It is a curious proof of the ignorance which has prevailed in
recent times concerning the psychic sexual nature of women that,
although in earlier ages the fact that women are normally liable
to erotic dreams was fully recognized, in recent times it has
been denied, even by writers who have made a special study of the
sexual impulse in women. Eulenburg (_Sexuale Neuropathie_, 1895,
pp. 31, 79) appears to regard the appearances of sexual phenomena
during sleep, in women, as the result of masturbation. Adler, in
what is in many respects an extremely careful study of sexual
phenomena in women (_Die Mangelhafte Geschlechtsempfindung des
Weibes_, 1904, p. 130), boldly states that they do not have
erotic dreams. In 1847, E. Guibout ("Des Pollutions Involontaires
chez la Femme," _Union Medicale_, p. 260) presented the case of a
married lady who masturbated from the age of ten, and continued
the practice, even after her marriage at twenty-four, and at
twenty-nine began to have erotic dreams with emissions every few
nights, and later sometimes even several times a night, though
they ceased to be voluptuous; he believed the case to be the
first ever reported of such a condition in a woman. Yet,
thousands of years ago, the Indian of Vedic days recognized
erotic dreams in women as an ordinary and normal occurrence.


What is the count of lines in the data that hold the string "Filter"? State the number alone.

* _Input data_:
*** Begin section ***

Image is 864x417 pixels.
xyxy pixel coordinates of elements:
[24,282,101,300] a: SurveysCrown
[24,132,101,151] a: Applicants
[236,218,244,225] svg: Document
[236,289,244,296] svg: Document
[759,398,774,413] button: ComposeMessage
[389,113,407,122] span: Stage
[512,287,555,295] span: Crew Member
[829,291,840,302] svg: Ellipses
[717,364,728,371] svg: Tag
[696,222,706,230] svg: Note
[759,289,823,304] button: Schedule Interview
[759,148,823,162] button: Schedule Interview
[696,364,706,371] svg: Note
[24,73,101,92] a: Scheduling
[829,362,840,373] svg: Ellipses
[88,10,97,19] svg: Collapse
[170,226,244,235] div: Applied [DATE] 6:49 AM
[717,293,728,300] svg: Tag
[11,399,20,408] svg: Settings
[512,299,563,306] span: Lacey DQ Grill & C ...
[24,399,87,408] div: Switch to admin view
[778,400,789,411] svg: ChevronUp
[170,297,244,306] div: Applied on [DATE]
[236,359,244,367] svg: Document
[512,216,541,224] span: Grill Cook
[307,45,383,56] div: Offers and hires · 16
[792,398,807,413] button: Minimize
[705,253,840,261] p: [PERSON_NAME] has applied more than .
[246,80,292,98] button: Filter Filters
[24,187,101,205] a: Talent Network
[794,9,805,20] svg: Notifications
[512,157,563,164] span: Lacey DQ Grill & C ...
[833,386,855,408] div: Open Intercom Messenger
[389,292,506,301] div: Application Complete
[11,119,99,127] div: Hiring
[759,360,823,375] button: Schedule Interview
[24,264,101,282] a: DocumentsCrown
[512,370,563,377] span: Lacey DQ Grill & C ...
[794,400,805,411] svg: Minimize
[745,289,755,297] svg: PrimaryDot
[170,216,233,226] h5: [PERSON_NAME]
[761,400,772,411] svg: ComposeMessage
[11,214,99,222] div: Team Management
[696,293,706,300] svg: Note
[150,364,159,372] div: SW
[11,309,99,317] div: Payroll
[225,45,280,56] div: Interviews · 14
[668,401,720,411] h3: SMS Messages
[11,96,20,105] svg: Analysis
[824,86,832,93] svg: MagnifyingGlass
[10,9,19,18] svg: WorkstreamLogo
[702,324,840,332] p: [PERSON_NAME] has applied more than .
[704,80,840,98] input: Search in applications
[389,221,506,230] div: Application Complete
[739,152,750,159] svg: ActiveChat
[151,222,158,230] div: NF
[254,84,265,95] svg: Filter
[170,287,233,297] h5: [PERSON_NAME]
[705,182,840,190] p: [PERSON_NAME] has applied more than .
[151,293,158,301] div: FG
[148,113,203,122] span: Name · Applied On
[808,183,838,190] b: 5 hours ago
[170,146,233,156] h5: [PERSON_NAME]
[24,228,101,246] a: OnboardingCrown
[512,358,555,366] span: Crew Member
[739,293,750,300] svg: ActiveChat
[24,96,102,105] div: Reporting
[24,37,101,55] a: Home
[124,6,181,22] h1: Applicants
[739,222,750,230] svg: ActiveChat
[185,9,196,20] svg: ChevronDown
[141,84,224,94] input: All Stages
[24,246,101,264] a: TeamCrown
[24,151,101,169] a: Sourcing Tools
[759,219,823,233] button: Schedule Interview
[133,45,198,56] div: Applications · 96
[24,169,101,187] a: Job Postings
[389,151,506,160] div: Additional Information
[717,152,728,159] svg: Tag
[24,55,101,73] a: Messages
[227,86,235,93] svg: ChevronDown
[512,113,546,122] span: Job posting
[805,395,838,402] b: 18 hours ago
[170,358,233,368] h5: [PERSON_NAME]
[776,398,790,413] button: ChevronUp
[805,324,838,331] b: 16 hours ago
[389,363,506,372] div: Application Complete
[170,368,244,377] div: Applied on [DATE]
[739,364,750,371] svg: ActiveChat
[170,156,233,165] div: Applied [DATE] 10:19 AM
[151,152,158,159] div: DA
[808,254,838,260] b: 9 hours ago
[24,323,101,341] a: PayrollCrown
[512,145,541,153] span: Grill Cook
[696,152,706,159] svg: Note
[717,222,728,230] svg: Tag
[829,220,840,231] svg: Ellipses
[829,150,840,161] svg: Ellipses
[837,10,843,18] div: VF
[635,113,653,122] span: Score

*** End section ***
*** Begin section ***

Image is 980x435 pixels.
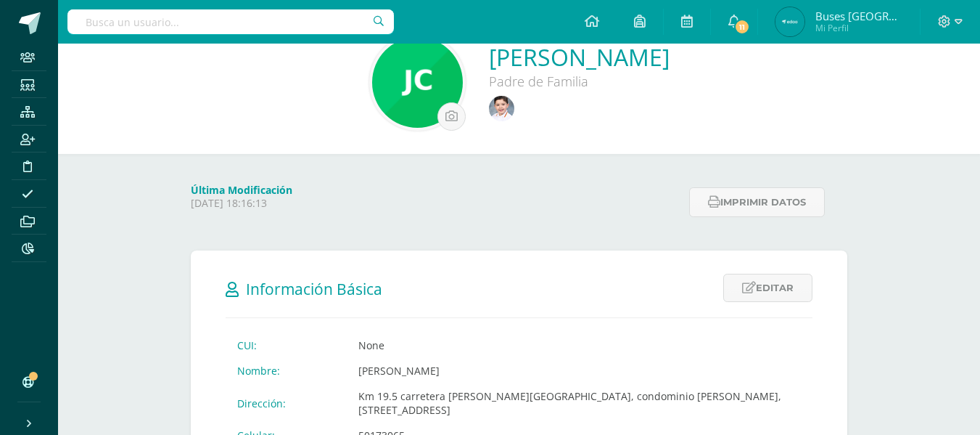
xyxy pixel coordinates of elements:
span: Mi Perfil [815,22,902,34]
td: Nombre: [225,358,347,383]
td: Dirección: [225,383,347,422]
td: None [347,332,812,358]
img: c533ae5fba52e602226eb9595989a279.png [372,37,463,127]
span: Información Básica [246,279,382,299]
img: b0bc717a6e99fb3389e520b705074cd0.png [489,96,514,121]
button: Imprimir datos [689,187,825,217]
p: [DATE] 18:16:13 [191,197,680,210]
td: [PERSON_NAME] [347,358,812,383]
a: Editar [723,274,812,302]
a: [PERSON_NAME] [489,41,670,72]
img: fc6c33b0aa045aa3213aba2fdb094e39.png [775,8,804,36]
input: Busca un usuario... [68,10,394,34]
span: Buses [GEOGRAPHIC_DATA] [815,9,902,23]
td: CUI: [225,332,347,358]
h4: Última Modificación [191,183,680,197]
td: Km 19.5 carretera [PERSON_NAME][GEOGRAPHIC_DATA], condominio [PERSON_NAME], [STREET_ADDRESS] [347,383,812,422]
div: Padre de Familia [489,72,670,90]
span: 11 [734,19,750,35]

*** End section ***

* _Response to the exercise_:
2